If the full potential payment of $6.9 billion is released to the Japanese drugmaker, it would be AstraZeneca’s biggest deal in 12 years, since it paid about $15 billion in 2007 for biologics maker Medimmune LLC. For Daiichi, the tie-up is its biggest licensing deal ever, said global business development head Stuart Mackey.

AstraZeneca Bets $6.9 Billion in Japan Cancer Therapy Deal

While the two companies will split up the globe in booking sales -- Daiichi will take Japan, the U.S. and parts of Europe while AstraZeneca gets China, Australia, Canada and Russia -- global profits will be equally shared, they said.

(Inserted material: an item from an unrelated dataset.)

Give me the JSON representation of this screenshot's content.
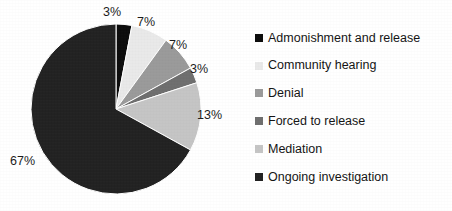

The goal now is to get the treatment to patients. Daiichi is planning to submit its application to the U.S. Food and Drug Administration by October this year, and expects the regulator to reply in about 10 months, said its global head of oncology research and development Antoine Yver.

This is not the first time the two companies have been linked. Local media in Japan reported in 2017 that AstraZeneca had made an unsuccessful takeover bid for Daiichi a year earlier, as it sought access to the company’s cancer portfolio. Daiichi denied the reports. In 2015, the two announced a commercialization agreement in the U.S. for Movantik, an oral medication for treating opioid-induced constipation in adults with chronic pain.

--With assistance from Ruth David, Aaron Kirchfeld and James Paton.